Jenson Button hit back on Thursday at suggestions he might be too nice to become World Champion and revealed his BAR team had undergone a self-awareness programme to iron out any weaknesses.

Jenson Button hit back on Thursday at suggestions he might be too nice to become World Champion and revealed his BAR team had undergone a self-awareness programme to iron out any weaknesses.

Button believes he could win the title as early as next season while remaining - in the words of former title-winner and compatriot Damon Hill - 'frighteningly normal'.

"What was it Damon said last year? That I wasn't bonkers (mad) enough," the Briton said before the season's opening Grand Prix. "I think that's a compliment, more than anything. If you're bonkers you can't work.

"I think I'm quite relaxed in the way I work and I think if you are more relaxed, you have more time to think and run through everything. I'm still a nice person, there's no reason not to be. If we have a problem, I don't get shirty about it and I don't get stressful because it's not a way of working."

Hill, champion in 1996 in a sport full of intensely competitive personalities, declared last year that "if you look at past World Champions, they are all bonkers, basically".

"I was a bit nutty, too. But Jenson? He's just so even-tempered and takes everything in his stride. If I had any reservations about him as a driver it would be that he is not bonkers enough."

Future Champion

Some might question the grasp on reality of a 24-year-old who has yet to stand on a Grand Prix podium, let alone win a race, when he declares, as Button did on Thursday, that he could be champion by the end of 2005.

"I think there is a chance, yes," he told Reuters. "The amount of progress we've made over this winter, not just through lap time but also as a team. We've really moved forward. I think it's possible."

Over the winter months Button has undergone a self-awareness programme, a rarity in a testosterone-fuelled sport where emotions are kept in check and weaknesses denied.

"We've really looked at ourselves in the team and we've worked at our weaknesses," he said. "At the start that felt a bit weird. They come up with a form and it says 'your strengths and weaknesses'.

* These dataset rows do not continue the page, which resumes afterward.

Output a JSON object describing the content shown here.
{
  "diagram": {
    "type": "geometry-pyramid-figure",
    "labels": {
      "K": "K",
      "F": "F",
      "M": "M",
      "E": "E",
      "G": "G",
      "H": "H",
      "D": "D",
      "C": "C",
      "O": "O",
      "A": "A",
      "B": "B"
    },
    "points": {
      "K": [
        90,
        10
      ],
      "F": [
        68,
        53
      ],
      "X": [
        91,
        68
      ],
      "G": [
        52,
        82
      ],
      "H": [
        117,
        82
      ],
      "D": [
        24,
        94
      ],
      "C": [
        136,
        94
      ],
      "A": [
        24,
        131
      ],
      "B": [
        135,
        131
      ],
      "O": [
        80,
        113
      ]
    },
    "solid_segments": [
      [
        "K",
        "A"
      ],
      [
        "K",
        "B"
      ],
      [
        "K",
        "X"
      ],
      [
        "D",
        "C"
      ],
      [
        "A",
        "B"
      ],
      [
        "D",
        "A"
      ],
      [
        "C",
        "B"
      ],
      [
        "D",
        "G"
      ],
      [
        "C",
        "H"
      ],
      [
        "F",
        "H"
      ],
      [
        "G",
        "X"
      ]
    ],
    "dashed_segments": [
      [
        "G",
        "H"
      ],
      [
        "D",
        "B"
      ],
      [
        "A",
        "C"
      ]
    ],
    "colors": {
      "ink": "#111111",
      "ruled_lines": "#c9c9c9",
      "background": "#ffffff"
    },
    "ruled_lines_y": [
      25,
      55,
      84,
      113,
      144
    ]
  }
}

"I went 'I haven't got any weaknesses'. But then you sit down with your engineers and you run through it and you do find quite a lot of weaknesses.

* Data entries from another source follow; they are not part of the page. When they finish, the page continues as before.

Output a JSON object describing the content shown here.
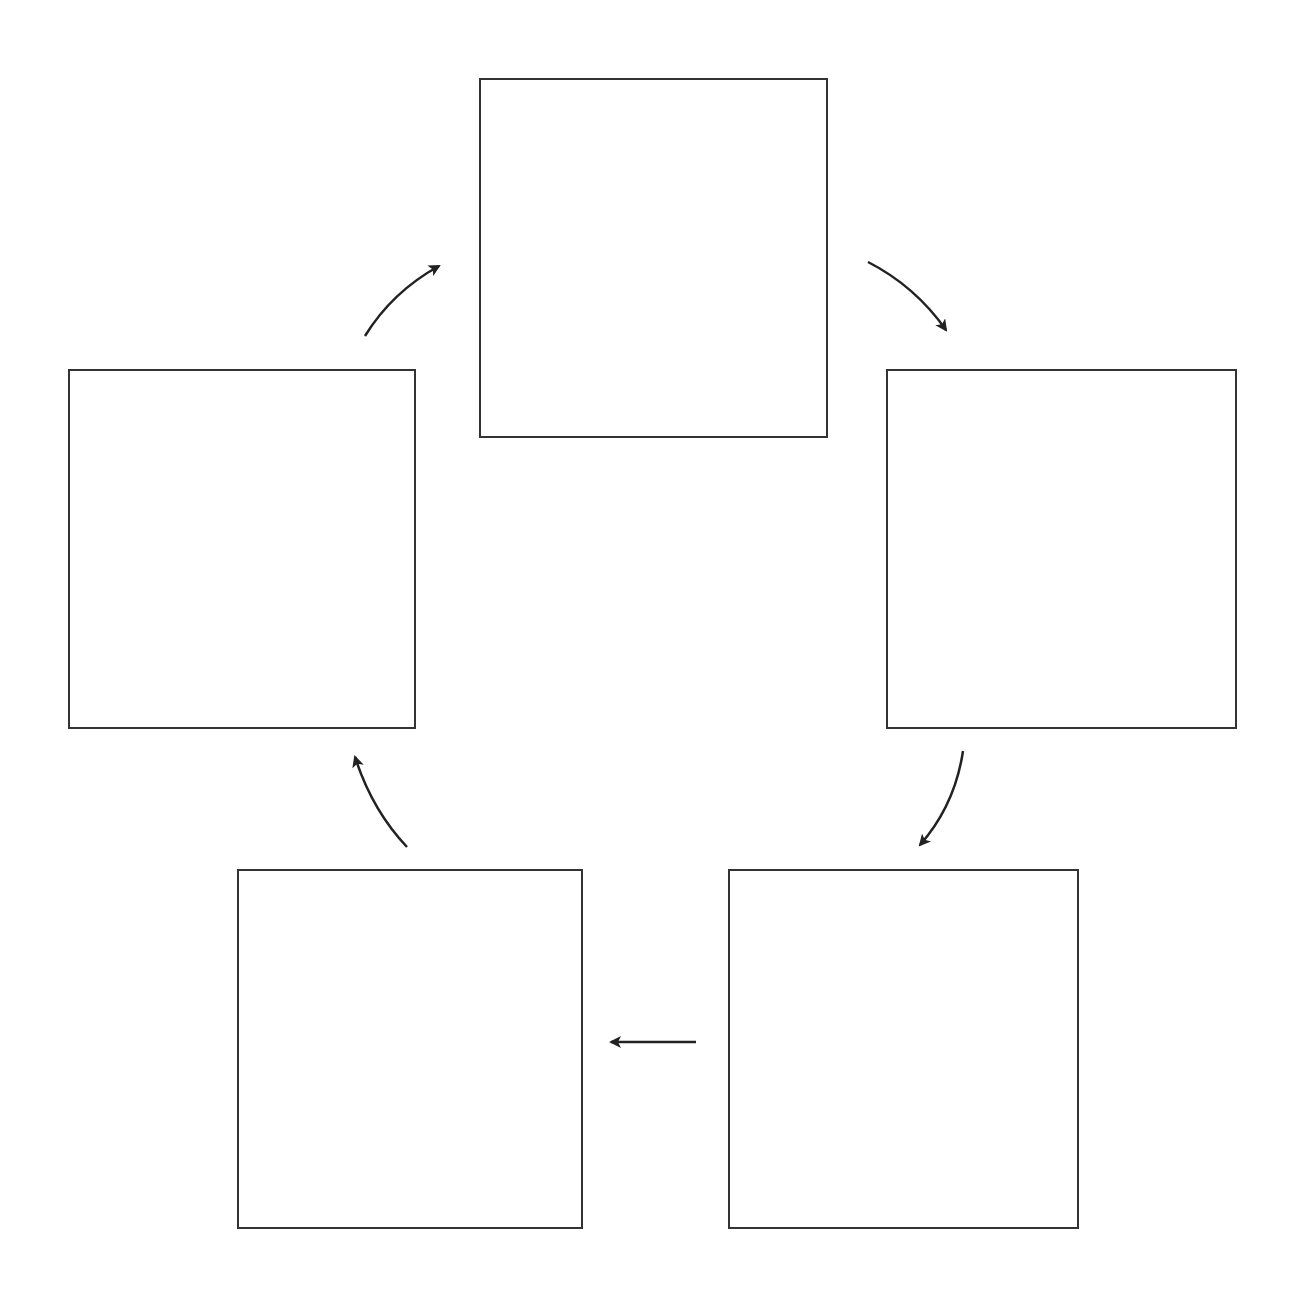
{
  "diagram": {
    "type": "cycle",
    "stroke_color": "#333333",
    "background": "#ffffff",
    "boxes": [
      {
        "id": "top",
        "label": "",
        "x": 479,
        "y": 78,
        "w": 349,
        "h": 360
      },
      {
        "id": "right",
        "label": "",
        "x": 886,
        "y": 369,
        "w": 351,
        "h": 360
      },
      {
        "id": "bottom-right",
        "label": "",
        "x": 728,
        "y": 869,
        "w": 351,
        "h": 360
      },
      {
        "id": "bottom-left",
        "label": "",
        "x": 237,
        "y": 869,
        "w": 346,
        "h": 360
      },
      {
        "id": "left",
        "label": "",
        "x": 68,
        "y": 369,
        "w": 348,
        "h": 360
      }
    ],
    "arrows": [
      {
        "from": "left",
        "to": "top"
      },
      {
        "from": "top",
        "to": "right"
      },
      {
        "from": "right",
        "to": "bottom-right"
      },
      {
        "from": "bottom-right",
        "to": "bottom-left"
      },
      {
        "from": "bottom-left",
        "to": "left"
      }
    ]
  }
}
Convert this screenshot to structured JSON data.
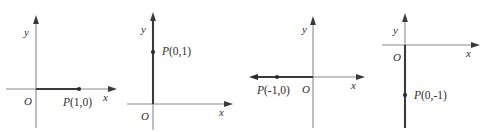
{
  "figure": {
    "width": 492,
    "height": 132,
    "background_color": "#ffffff",
    "axis_color": "#8a8a8a",
    "highlight_color": "#3a3a3a",
    "text_color": "#2e2e2e"
  },
  "panels": [
    {
      "id": "panel-1",
      "origin_label": "O",
      "x_axis_label": "x",
      "y_axis_label": "y",
      "point_label": "P(1,0)",
      "point_label_prefix": "P",
      "point_label_coords": "(1,0)",
      "point_x": 1,
      "point_y": 0,
      "vector_direction": "positive-x"
    },
    {
      "id": "panel-2",
      "origin_label": "O",
      "x_axis_label": "x",
      "y_axis_label": "y",
      "point_label": "P(0,1)",
      "point_label_prefix": "P",
      "point_label_coords": "(0,1)",
      "point_x": 0,
      "point_y": 1,
      "vector_direction": "positive-y"
    },
    {
      "id": "panel-3",
      "origin_label": "O",
      "x_axis_label": "x",
      "y_axis_label": "y",
      "point_label": "P(-1,0)",
      "point_label_prefix": "P",
      "point_label_coords": "(-1,0)",
      "point_x": -1,
      "point_y": 0,
      "vector_direction": "negative-x"
    },
    {
      "id": "panel-4",
      "origin_label": "O",
      "x_axis_label": "x",
      "y_axis_label": "y",
      "point_label": "P(0,-1)",
      "point_label_prefix": "P",
      "point_label_coords": "(0,-1)",
      "point_x": 0,
      "point_y": -1,
      "vector_direction": "negative-y"
    }
  ]
}
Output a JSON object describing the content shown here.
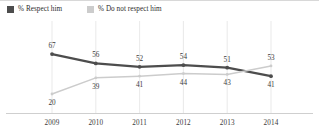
{
  "legend": {
    "position": "top-left",
    "entries": [
      {
        "label": "% Respect him",
        "color": "#4d4d4d",
        "swatch_name": "legend-swatch-respect"
      },
      {
        "label": "% Do not respect him",
        "color": "#cccccc",
        "swatch_name": "legend-swatch-do-not-respect"
      }
    ]
  },
  "chart_data": {
    "type": "line",
    "title": "",
    "subtitle": "",
    "xlabel": "",
    "ylabel": "",
    "grid": "vertical",
    "ylim": [
      0,
      80
    ],
    "categories": [
      "2009",
      "2010",
      "2011",
      "2012",
      "2013",
      "2014"
    ],
    "series": [
      {
        "name": "% Respect him",
        "color": "#4d4d4d",
        "values": [
          67,
          56,
          52,
          54,
          51,
          41
        ],
        "labels": [
          "67",
          "56",
          "52",
          "54",
          "51",
          "41"
        ],
        "label_side": [
          "above",
          "above",
          "above",
          "above",
          "above",
          "below"
        ]
      },
      {
        "name": "% Do not respect him",
        "color": "#cccccc",
        "values": [
          20,
          39,
          41,
          44,
          43,
          53
        ],
        "labels": [
          "20",
          "39",
          "41",
          "44",
          "43",
          "53"
        ],
        "label_side": [
          "below",
          "below",
          "below",
          "below",
          "below",
          "above"
        ]
      }
    ],
    "legend_position": "top-left",
    "annotations": []
  },
  "xaxis": {
    "ticks": [
      "2009",
      "2010",
      "2011",
      "2012",
      "2013",
      "2014"
    ]
  }
}
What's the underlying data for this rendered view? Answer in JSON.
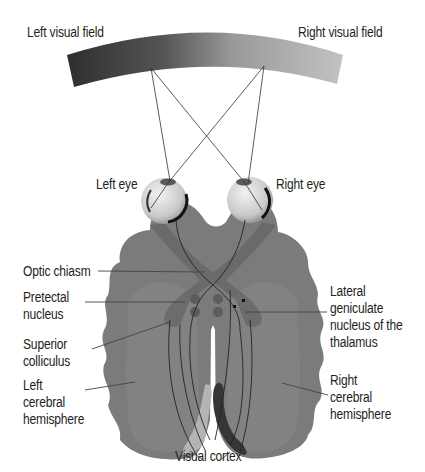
{
  "labels": {
    "left_visual_field": "Left visual field",
    "right_visual_field": "Right visual field",
    "left_eye": "Left eye",
    "right_eye": "Right eye",
    "optic_chiasm": "Optic chiasm",
    "pretectal_nucleus": "Pretectal\nnucleus",
    "superior_colliculus": "Superior\ncolliculus",
    "left_hemisphere": "Left\ncerebral\nhemisphere",
    "lgn": "Lateral\ngeniculate\nnucleus of the\nthalamus",
    "right_hemisphere": "Right\ncerebral\nhemisphere",
    "visual_cortex": "Visual cortex"
  },
  "colors": {
    "field_dark": "#2f2f2f",
    "field_light": "#b8b8b8",
    "brain": "#7a7a7a",
    "brain_inner": "#868686",
    "tract": "#5e5e5e",
    "nuclei": "#5a5a5a",
    "cortex_left": "#b0b0b0",
    "cortex_right": "#3a3a3a",
    "line": "#231f20"
  }
}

"It's not so much driving, it's more being out of the car and working with the engineers and mechanics...we did it (the assessment) at the end of the season and we had the whole testing period to try and rectify it and it really does help."

BAR could turn out to be the revelations of the season, if testing times are translated into race pace, and team boss David Richards has wagered 1,000 pounds ($1,830) - divided equally between the two - on his drivers winning this weekend.

Button said only capturing the World Championship would really thrill him.

"It would be great to be on the podium and to win a race also - it would be fantastic. But it wouldn't be, like, 'wow'," he declared. "Winning a title would do it because there's a lot more to that. You can be lucky with a win."

Button said BAR had yet to discover where they stood compared to other teams. They know their new car is a big step from last year when they finished fifth with 26 points, well behind fourth-placed Renault with 88.

"I think we'll be happy to be challenging the top teams over the whole season but we don't want to start in three races. We want to start now," he said.